Criticles

A Firangi Peep into the India Story

By the turn of the new millennium news of ‘India Shining’ had reached the western capitals. Newsrooms in the ‘First World’ capitals had begun to develop a healthy appetite for sunshine stories from India.

It was quite a mindset shift.

Not long ago, grim poverty, malnutrition and even hunger dominated news output from India. Occasional stories on snake charmers still drew the attention of the news desk. And oh yes, any quirky, wacky stories were very welcome, as these stories fit in their perception of India.

But all that began to change after India’s economic growth engine picked up pace, rapid pace. The Western media organizations were no longer content with having a single-man bureau or office in Delhi. They wanted their men stationed in Mumbai to report on the great Indian story.

So, the new international media brigade in Mumbai, which included me, began filing special reports, trend stories and the story of India’s magical economic growth. We highlighted individual successes, huge developmental activity and the new Indian entrepreneurship. I recall doing a trend story of how Indian companies were confident enough to hire white and western senior executives on competitive salaries. As a young boy growing up in India, we never heard of Indian companies hiring white westerners on salary packages at par with the west.

The more stories we filed of India’s success, the more the appetite for such stories grew in the newsroom. But we were never going to ignore the unpleasant stories, such as the debt-trapped Vidarbha farmers committing suicide. It was sad to see farmers’ stories often being underplayed by local media until it was taken up in a big way by the Western media.

When we do stories which are unpleasant we are often accused of deliberately highlighting India’s underbelly. Often my friends in the Indian media and even my family in my native place suspect we deliberately focus on slums, shanties and garbage in Indian cities, as if we get a sadistic pleasure in highlighting India’s poverty.  One Indian journalist friend once told me, international media in India only sells India’s poverty.

The controversy around the movie Slumdog Millionaire is a case in point. The Indian media was unhappy with Danny Boyle for portraying Mumbai’s underbelly in this multiple-Oscar awards movie. The general tone was “why do you have to show only one side of India? Why don’t you show our progress?” I went to the slums where the film’s two child artists, Azhar and Rubina lived in abject poverty and reported how they lived in more miserable conditions than depicted in the film. But not all in the Indian media jumped on to the patriotic bandwagon. A few local reporters called me to ask for the addresses of Azhar and Rubina and came up with incredibly touching stories.

Covering India has not been so easy but extremely rewarding. I have realized we cannot keep everybody happy. We are praised and criticized in equal measure. But hardly anyone questions our integrity, our neutrality and the quality of our journalism.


## Work task
Only a single number is expected: how many lines of the data hold the word "Bass".

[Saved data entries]
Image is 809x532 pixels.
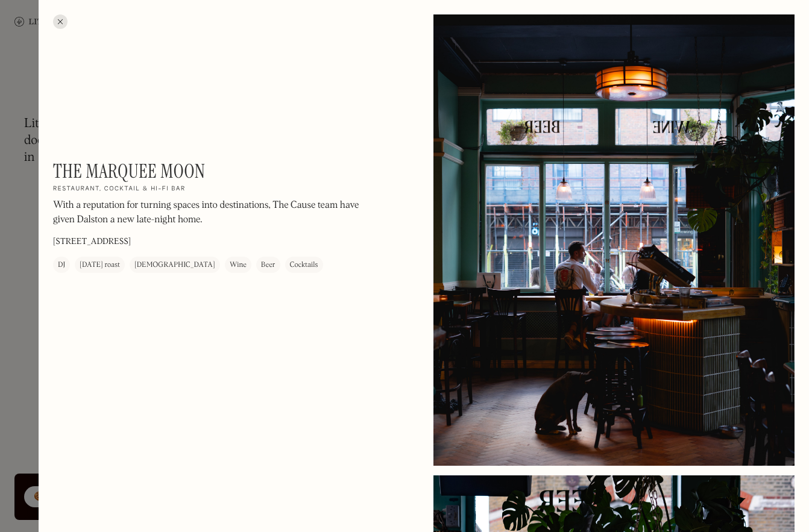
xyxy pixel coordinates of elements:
[135,259,215,271] div: [DEMOGRAPHIC_DATA]
[290,259,318,271] div: Cocktails
[53,235,131,248] p: [STREET_ADDRESS]
[58,259,65,271] div: DJ
[53,198,379,227] p: With a reputation for turning spaces into destinations, The Cause team have given Dalston a new l...
[53,185,186,193] h2: Restaurant, cocktail & hi-fi bar
[53,159,205,182] h1: The Marquee Moon
[261,259,275,271] div: Beer
[230,259,247,271] div: Wine
[80,259,120,271] div: [DATE] roast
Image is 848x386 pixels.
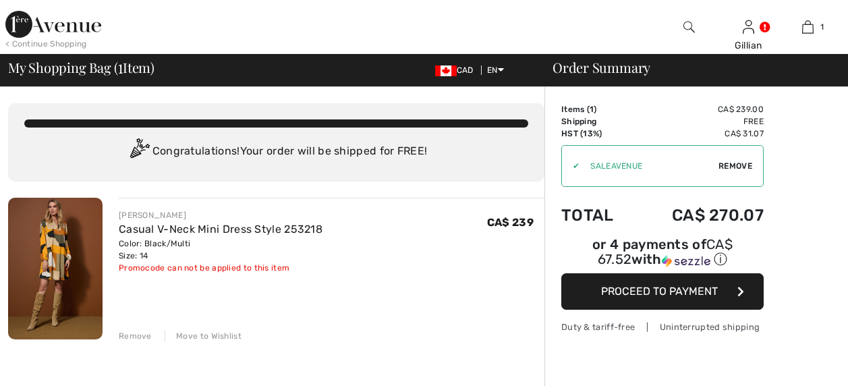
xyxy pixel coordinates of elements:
[435,65,457,76] img: Canadian Dollar
[119,223,323,236] a: Casual V-Neck Mini Dress Style 253218
[119,209,323,221] div: [PERSON_NAME]
[598,236,733,267] span: CA$ 67.52
[601,285,718,298] span: Proceed to Payment
[165,330,242,342] div: Move to Wishlist
[24,138,529,165] div: Congratulations! Your order will be shipped for FREE!
[562,273,764,310] button: Proceed to Payment
[8,61,155,74] span: My Shopping Bag ( Item)
[119,330,152,342] div: Remove
[487,65,504,75] span: EN
[126,138,153,165] img: Congratulation2.svg
[5,11,101,38] img: 1ère Avenue
[590,105,594,114] span: 1
[821,21,824,33] span: 1
[562,128,635,140] td: HST (13%)
[743,20,755,33] a: Sign In
[562,321,764,333] div: Duty & tariff-free | Uninterrupted shipping
[487,216,534,229] span: CA$ 239
[562,160,580,172] div: ✔
[562,192,635,238] td: Total
[635,103,764,115] td: CA$ 239.00
[562,238,764,269] div: or 4 payments of with
[743,19,755,35] img: My Info
[662,255,711,267] img: Sezzle
[635,128,764,140] td: CA$ 31.07
[119,238,323,262] div: Color: Black/Multi Size: 14
[562,115,635,128] td: Shipping
[118,57,123,75] span: 1
[562,238,764,273] div: or 4 payments ofCA$ 67.52withSezzle Click to learn more about Sezzle
[803,19,814,35] img: My Bag
[779,19,837,35] a: 1
[562,103,635,115] td: Items ( )
[635,192,764,238] td: CA$ 270.07
[719,160,753,172] span: Remove
[720,38,778,53] div: Gillian
[537,61,840,74] div: Order Summary
[435,65,479,75] span: CAD
[119,262,323,274] div: Promocode can not be applied to this item
[635,115,764,128] td: Free
[8,198,103,340] img: Casual V-Neck Mini Dress Style 253218
[5,38,87,50] div: < Continue Shopping
[684,19,695,35] img: search the website
[580,146,719,186] input: Promo code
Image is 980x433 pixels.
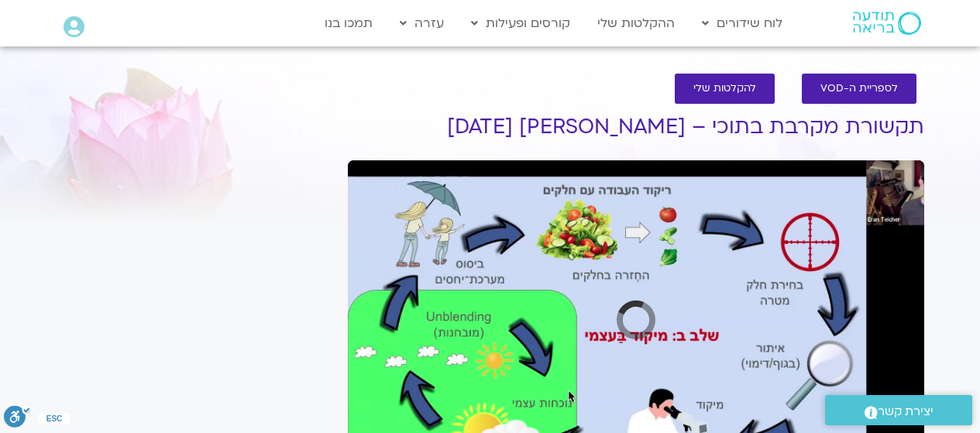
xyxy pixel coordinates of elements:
img: תודעה בריאה [853,12,921,35]
a: קורסים ופעילות [464,9,578,38]
span: יצירת קשר [878,401,933,422]
a: לספריית ה-VOD [802,74,916,104]
a: להקלטות שלי [675,74,774,104]
span: לספריית ה-VOD [820,83,897,95]
a: תמכו בנו [316,9,380,38]
a: ההקלטות שלי [589,9,683,38]
a: יצירת קשר [825,395,972,425]
a: עזרה [392,9,452,38]
span: להקלטות שלי [693,83,756,95]
a: לוח שידורים [694,9,790,38]
h1: תקשורת מקרבת בתוכי – [PERSON_NAME] [DATE] [348,115,924,138]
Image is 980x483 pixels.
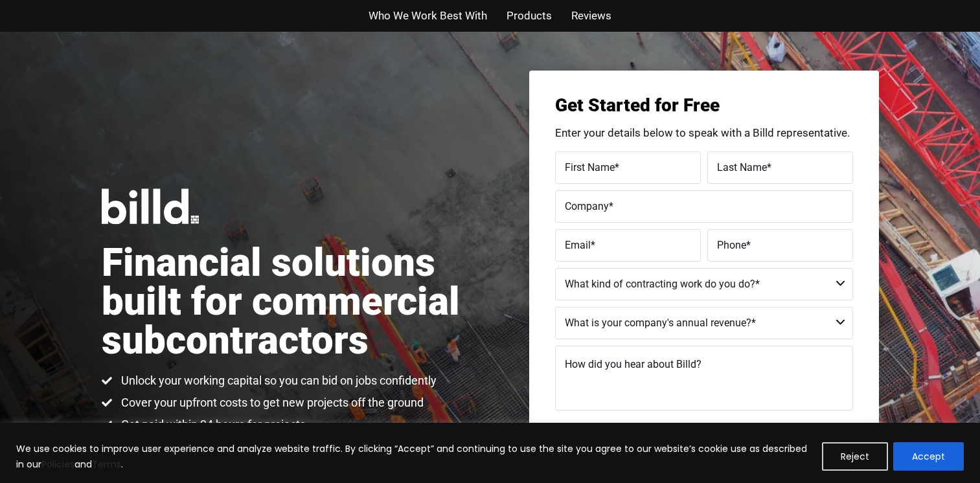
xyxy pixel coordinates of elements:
button: Accept [894,443,964,471]
p: We use cookies to improve user experience and analyze website traffic. By clicking “Accept” and c... [16,441,813,472]
p: Enter your details below to speak with a Billd representative. [555,127,853,139]
a: Policies [42,458,75,471]
h1: Financial solutions built for commercial subcontractors [102,243,490,360]
span: Email [565,239,591,250]
button: Reject [822,443,888,471]
span: Unlock your working capital so you can bid on jobs confidently [118,373,437,389]
span: How did you hear about Billd? [565,358,701,371]
a: Reviews [571,6,611,25]
a: Who We Work Best With [369,6,487,25]
span: First Name [565,160,615,173]
a: Terms [92,458,121,471]
span: Cover your upfront costs to get new projects off the ground [118,396,424,411]
span: Last Name [717,160,767,173]
span: Phone [717,239,747,250]
a: Products [507,6,551,25]
span: Company [565,200,608,212]
h3: Get Started for Free [555,96,853,115]
span: Get paid within 24 hours for projects [118,417,306,433]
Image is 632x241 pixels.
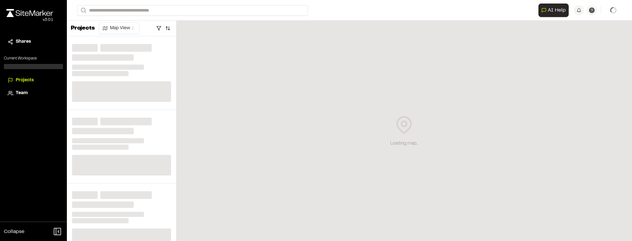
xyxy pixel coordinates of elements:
[8,77,59,84] a: Projects
[16,77,34,84] span: Projects
[390,140,418,147] div: Loading map...
[77,5,89,16] button: Search
[8,38,59,45] a: Shares
[4,56,63,61] p: Current Workspace
[16,90,28,97] span: Team
[6,9,53,17] img: rebrand.png
[4,228,24,236] span: Collapse
[538,4,571,17] div: Open AI Assistant
[548,6,566,14] span: AI Help
[16,38,31,45] span: Shares
[6,17,53,23] div: Oh geez...please don't...
[538,4,569,17] button: Open AI Assistant
[71,24,95,33] p: Projects
[8,90,59,97] a: Team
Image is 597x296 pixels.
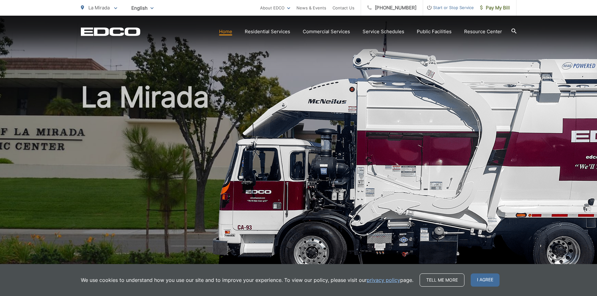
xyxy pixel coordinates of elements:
[333,4,354,12] a: Contact Us
[363,28,404,35] a: Service Schedules
[88,5,110,11] span: La Mirada
[127,3,158,13] span: English
[420,274,464,287] a: Tell me more
[303,28,350,35] a: Commercial Services
[245,28,290,35] a: Residential Services
[480,4,510,12] span: Pay My Bill
[417,28,452,35] a: Public Facilities
[81,276,413,284] p: We use cookies to understand how you use our site and to improve your experience. To view our pol...
[81,27,140,36] a: EDCD logo. Return to the homepage.
[471,274,500,287] span: I agree
[81,81,516,280] h1: La Mirada
[367,276,400,284] a: privacy policy
[219,28,232,35] a: Home
[260,4,290,12] a: About EDCO
[296,4,326,12] a: News & Events
[464,28,502,35] a: Resource Center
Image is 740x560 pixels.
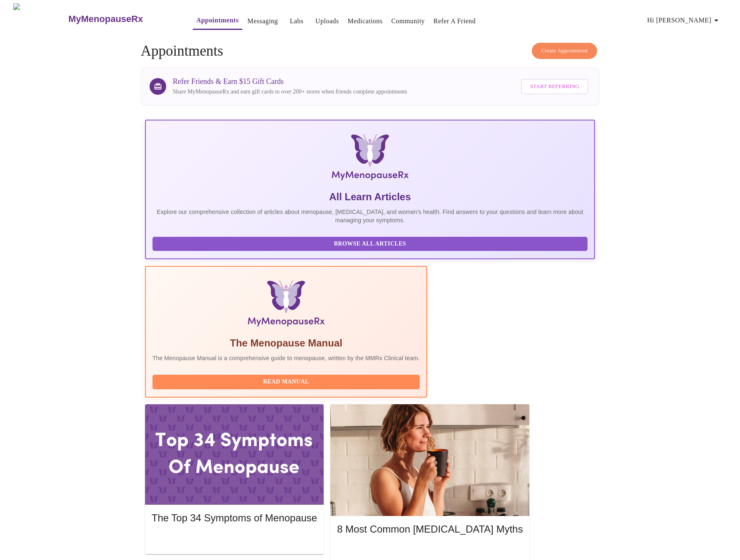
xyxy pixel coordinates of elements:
span: Start Referring [530,82,579,91]
span: Read More [345,546,514,556]
span: Read More [160,534,309,545]
a: MyMenopauseRx [68,5,176,34]
a: Start Referring [519,75,590,99]
a: Messaging [248,15,278,27]
a: Community [391,15,425,27]
p: Share MyMenopauseRx and earn gift cards to over 200+ stores when friends complete appointments [173,88,407,96]
span: Create Appointment [541,46,588,56]
h3: MyMenopauseRx [68,14,143,24]
span: Read Manual [161,377,412,387]
h5: 8 Most Common [MEDICAL_DATA] Myths [337,522,523,536]
button: Create Appointment [532,43,598,59]
a: Labs [290,15,304,27]
button: Appointments [193,12,242,30]
h4: Appointments [141,43,599,59]
h5: The Top 34 Symptoms of Menopause [152,512,317,525]
img: Menopause Manual [195,280,377,330]
button: Uploads [312,13,342,29]
button: Read More [152,532,317,547]
button: Read Manual [152,375,420,389]
a: Read Manual [152,378,422,384]
button: Start Referring [521,79,589,94]
span: Hi [PERSON_NAME] [647,15,722,26]
h5: All Learn Articles [152,191,588,204]
h3: Refer Friends & Earn $15 Gift Cards [173,78,407,86]
button: Hi [PERSON_NAME] [644,12,725,28]
button: Community [388,13,428,29]
a: Appointments [196,15,238,26]
button: Medications [345,13,386,29]
p: The Menopause Manual is a comprehensive guide to menopause, written by the MMRx Clinical team. [152,354,420,362]
a: Uploads [315,15,339,27]
p: Explore our comprehensive collection of articles about menopause, [MEDICAL_DATA], and women's hea... [152,208,588,224]
button: Messaging [244,13,281,29]
span: Browse All Articles [161,239,579,249]
a: Refer a Friend [434,15,476,27]
button: Labs [284,13,310,29]
button: Read More [337,544,523,558]
h5: The Menopause Manual [152,336,420,349]
a: Read More [337,547,525,554]
a: Browse All Articles [152,240,590,247]
a: Read More [152,535,319,542]
button: Browse All Articles [152,236,588,252]
a: Medications [348,15,383,27]
img: MyMenopauseRx Logo [13,3,68,34]
button: Refer a Friend [430,13,479,29]
img: MyMenopauseRx Logo [220,134,520,184]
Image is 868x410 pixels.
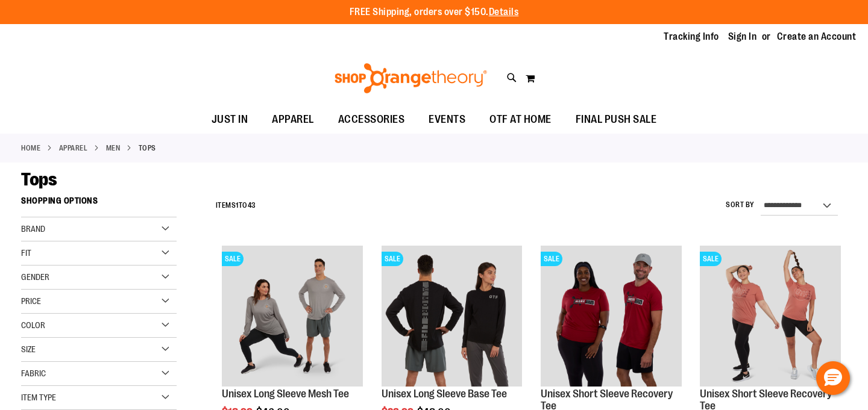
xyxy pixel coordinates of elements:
a: Tracking Info [664,30,719,43]
img: Shop Orangetheory [333,63,489,93]
span: SALE [700,252,722,266]
a: Details [489,6,519,18]
span: SALE [541,252,562,266]
img: Product image for Unisex Short Sleeve Recovery Tee [700,246,841,387]
span: 43 [248,201,256,210]
span: 1 [236,201,239,210]
a: Unisex Long Sleeve Base Tee [382,388,507,400]
img: Product image for Unisex Long Sleeve Base Tee [382,246,523,387]
a: MEN [106,143,121,154]
a: APPAREL [260,106,326,133]
span: SALE [222,252,244,266]
span: ACCESSORIES [339,106,405,133]
span: FINAL PUSH SALE [576,106,657,133]
span: Fabric [21,369,46,378]
a: APPAREL [59,143,88,154]
a: Home [21,143,41,154]
a: Unisex Long Sleeve Mesh Tee [222,388,349,400]
img: Product image for Unisex SS Recovery Tee [541,246,682,387]
img: Unisex Long Sleeve Mesh Tee primary image [222,246,363,387]
label: Sort By [726,200,755,210]
span: Size [21,345,36,354]
span: Color [21,321,46,330]
button: Hello, have a question? Let’s chat. [816,361,850,395]
span: Brand [21,224,46,234]
span: EVENTS [429,106,466,133]
a: Unisex Long Sleeve Mesh Tee primary imageSALE [222,246,363,388]
span: OTF AT HOME [489,106,552,133]
a: OTF AT HOME [478,106,564,134]
span: Fit [21,248,31,258]
a: Product image for Unisex Long Sleeve Base TeeSALE [382,246,523,388]
a: Product image for Unisex SS Recovery TeeSALE [541,246,682,388]
a: Sign In [728,30,757,43]
a: Create an Account [777,30,857,43]
a: FINAL PUSH SALE [564,106,669,134]
strong: Shopping Options [21,191,176,218]
span: Gender [21,272,50,282]
span: Tops [21,169,57,190]
p: FREE Shipping, orders over $150. [350,6,519,19]
span: Price [21,296,41,306]
span: JUST IN [212,106,248,133]
strong: Tops [139,143,157,154]
span: Item Type [21,392,56,402]
h2: Items to [216,196,256,215]
a: ACCESSORIES [326,106,417,134]
span: SALE [382,252,403,266]
a: Product image for Unisex Short Sleeve Recovery TeeSALE [700,246,841,388]
span: APPAREL [271,106,314,133]
a: JUST IN [200,106,260,134]
a: EVENTS [417,106,478,134]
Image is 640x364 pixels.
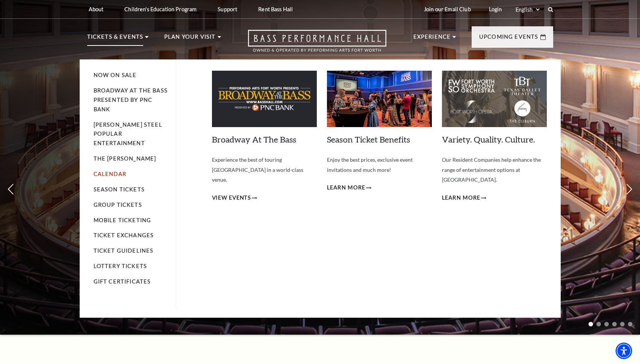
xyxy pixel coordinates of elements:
[218,6,237,12] p: Support
[615,343,632,359] div: Accessibility Menu
[93,122,162,146] a: [PERSON_NAME] Steel Popular Entertainment
[124,6,196,12] p: Children's Education Program
[514,6,541,13] select: Select:
[164,33,216,46] p: Plan Your Visit
[221,30,413,59] a: Open this option
[479,33,538,46] p: Upcoming Events
[93,186,145,193] a: Season Tickets
[212,70,317,127] img: Broadway At The Bass
[327,155,432,175] p: Enjoy the best prices, exclusive event invitations and much more!
[442,193,481,202] span: Learn More
[212,134,296,144] a: Broadway At The Bass
[442,134,535,144] a: Variety. Quality. Culture.
[442,70,547,127] img: Variety. Quality. Culture.
[442,155,547,185] p: Our Resident Companies help enhance the range of entertainment options at [GEOGRAPHIC_DATA].
[93,232,154,238] a: Ticket Exchanges
[258,6,293,12] p: Rent Bass Hall
[327,134,410,144] a: Season Ticket Benefits
[327,70,432,127] img: Season Ticket Benefits
[327,183,372,193] a: Learn More Season Ticket Benefits
[93,201,142,208] a: Group Tickets
[327,183,366,193] span: Learn More
[93,278,151,284] a: Gift Certificates
[93,217,152,224] a: Mobile Ticketing
[93,248,153,254] a: Ticket Guidelines
[413,33,451,46] p: Experience
[93,170,126,177] a: Calendar
[93,72,137,78] a: Now On Sale
[87,33,144,46] p: Tickets & Events
[93,155,156,162] a: The [PERSON_NAME]
[89,6,104,12] p: About
[212,155,317,185] p: Experience the best of touring [GEOGRAPHIC_DATA] in a world-class venue.
[442,193,487,202] a: Learn More Variety. Quality. Culture.
[93,87,168,112] a: Broadway At The Bass presented by PNC Bank
[93,263,147,269] a: Lottery Tickets
[212,193,257,202] a: View Events
[212,193,251,202] span: View Events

## Answer space
4